I let out a shaky laugh while wiping tears. “Human. Right.”
“That’s all any of us are,” he said. “Just humans trying to manage impossible situations and doing the best we can.”
We sat in silence. I cried quietly. He didn't look away, didn't tell me to stop, didn't offer empty platitudes. He just let me exist without having to perform strength.
City lights danced across his face, softening the sharp angles. His gray eyes held something warm and gentle that made the room feel smaller, more intimate.
What would his mouth taste like?
The thought hit me like a bolt of electricity.
'I should go back to bed.' I stood so quickly I nearly knocked my mug over.
His eyebrows flew up. “Oh.”
“I should at least try to sleep.” I quickly backed up.
“Yeah,” he said. “Me too.”
We walked down the hallway together, our footsteps silent on the hardwood. We stopped where it split—his master suite to the left, my guest room to the right.
“Thank you,” I said softly. “For listening.”
“You don't need to thank me,” he said.
“I want to.”
He looked at me for a long moment. His eyes held mine, and something in them made my breath catch hard, my pulse kicking against my ribs.
The air between us felt charged, heavy with possibility and restraint.
“Goodnight, Mireya,” he said finally, his voice rough.
“Goodnight, Riven,” I whispered.
CHAPTER EIGHT
RIVEN
The scrub roomsmelled like betadine and stress.
I scrubbed my hands under water hot enough to hurt. Two minutes. That was the rule. I counted in my head while the foam turned my skin pink. The ritual grounded me, focused me, prepared me for what came next.
It had been seven days since she had been in this room.
Seven days of reaching for instruments that arrived a half second too late. Seven days of residents who anticipated nothing, who waited to be told instead of simply knowing. Seven days of surgeries that went fine, technically, clinically, by every measurable standard, and somehow felt like playing music with half the notes missing.
I had not said any of this out loud. I was not going to.
Mireya stood at the sink next to mine. She wasn't looking at me. I wasn't looking at her either.
But I knew she was there with an awareness that felt almost physical, the way you feel someone standing too close in a crowded elevator, their presence impossible to ignore. The particular rhythm of her scrubbing. The small exhale she did before a complex case, steadying herself in a way she probably didn't know she did out loud.
I had missed that sound. Specifically.
Which was not something I was going to examine right now with a patient waiting and a surgical team on the other side of that door.
"Ready?" I asked. My voice came out even. Professional.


TASK OBJECTIVE
Start to finish, write out the entries exactly, leaving the pictures aside.

MATERIAL FOR THIS EXERCISE
-----

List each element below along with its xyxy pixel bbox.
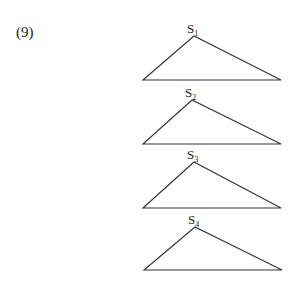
triangle-s4: S4: [144, 212, 282, 270]
triangle-shape: [143, 100, 281, 144]
vertex-label: S2: [185, 85, 196, 102]
triangle-s1: S1: [143, 21, 281, 80]
vertex-label: S4: [188, 212, 199, 229]
vertex-label: S3: [187, 147, 198, 164]
triangle-shape: [143, 36, 281, 80]
vertex-label: S1: [187, 21, 198, 38]
triangle-shape: [144, 227, 282, 270]
triangle-s3: S3: [143, 147, 281, 208]
triangle-s2: S2: [143, 85, 281, 144]
triangle-shape: [143, 162, 281, 208]
triangle-figure: S1 S2 S3 S4: [0, 0, 299, 283]
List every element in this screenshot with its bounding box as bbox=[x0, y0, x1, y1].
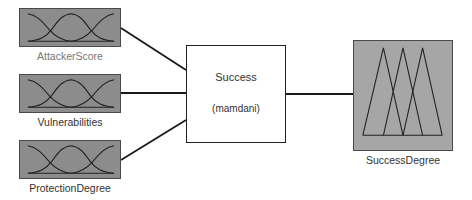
input-attackerscore-label: AttackerScore bbox=[19, 50, 121, 62]
output-successdegree-label: SuccessDegree bbox=[353, 154, 453, 166]
input-protectiondegree-box[interactable] bbox=[19, 140, 121, 179]
output-successdegree-box[interactable] bbox=[353, 40, 453, 151]
wire-attackerscore bbox=[121, 28, 186, 70]
wire-protectiondegree bbox=[121, 120, 186, 160]
system-name: Success bbox=[187, 71, 285, 83]
gaussian-mf-icon bbox=[20, 75, 120, 112]
input-attackerscore-box[interactable] bbox=[19, 8, 121, 47]
input-vulnerabilities-box[interactable] bbox=[19, 74, 121, 113]
triangular-mf-icon bbox=[354, 41, 452, 150]
input-protectiondegree-label: ProtectionDegree bbox=[19, 182, 121, 194]
gaussian-mf-icon bbox=[20, 141, 120, 178]
gaussian-mf-icon bbox=[20, 9, 120, 46]
input-vulnerabilities-label: Vulnerabilities bbox=[19, 116, 121, 128]
fis-system-box[interactable]: Success (mamdani) bbox=[186, 45, 286, 143]
system-type: (mamdani) bbox=[187, 103, 285, 114]
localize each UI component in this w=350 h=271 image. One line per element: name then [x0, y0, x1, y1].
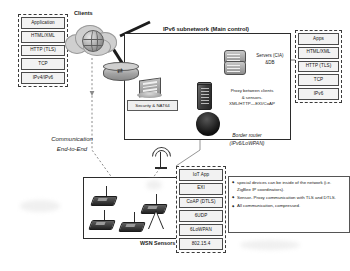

-----

SOLUTION BELOW
List each element below along with its xyxy pixel bbox.
triangle-s4: S4: [144, 212, 282, 270]
triangle-shape: [143, 100, 281, 144]
vertex-label: S2: [185, 85, 196, 102]
triangle-s1: S1: [143, 21, 281, 80]
vertex-label: S4: [188, 212, 199, 229]
vertex-label: S3: [187, 147, 198, 164]
triangle-shape: [143, 36, 281, 80]
vertex-label: S1: [187, 21, 198, 38]
triangle-shape: [144, 227, 282, 270]
triangle-s3: S3: [143, 147, 281, 208]
triangle-s2: S2: [143, 85, 281, 144]
triangle-shape: [143, 162, 281, 208]
triangle-figure: S1 S2 S3 S4: [0, 0, 299, 283]
List every element in this screenshot with its bounding box as bbox=[x0, y0, x1, y1].
input-attackerscore-label: AttackerScore bbox=[19, 50, 121, 62]
output-successdegree-label: SuccessDegree bbox=[353, 154, 453, 166]
input-protectiondegree-box[interactable] bbox=[19, 140, 121, 179]
output-successdegree-box[interactable] bbox=[353, 40, 453, 151]
wire-attackerscore bbox=[121, 28, 186, 70]
wire-protectiondegree bbox=[121, 120, 186, 160]
system-name: Success bbox=[187, 71, 285, 83]
gaussian-mf-icon bbox=[20, 75, 120, 112]
input-attackerscore-box[interactable] bbox=[19, 8, 121, 47]
input-vulnerabilities-box[interactable] bbox=[19, 74, 121, 113]
triangular-mf-icon bbox=[354, 41, 452, 150]
input-protectiondegree-label: ProtectionDegree bbox=[19, 182, 121, 194]
gaussian-mf-icon bbox=[20, 141, 120, 178]
gaussian-mf-icon bbox=[20, 9, 120, 46]
input-vulnerabilities-label: Vulnerabilities bbox=[19, 116, 121, 128]
fis-system-box[interactable]: Success (mamdani) bbox=[186, 45, 286, 143]
system-type: (mamdani) bbox=[187, 103, 285, 114]
localize each UI component in this w=350 h=271 image. One line per element: name then [x0, y0, x1, y1].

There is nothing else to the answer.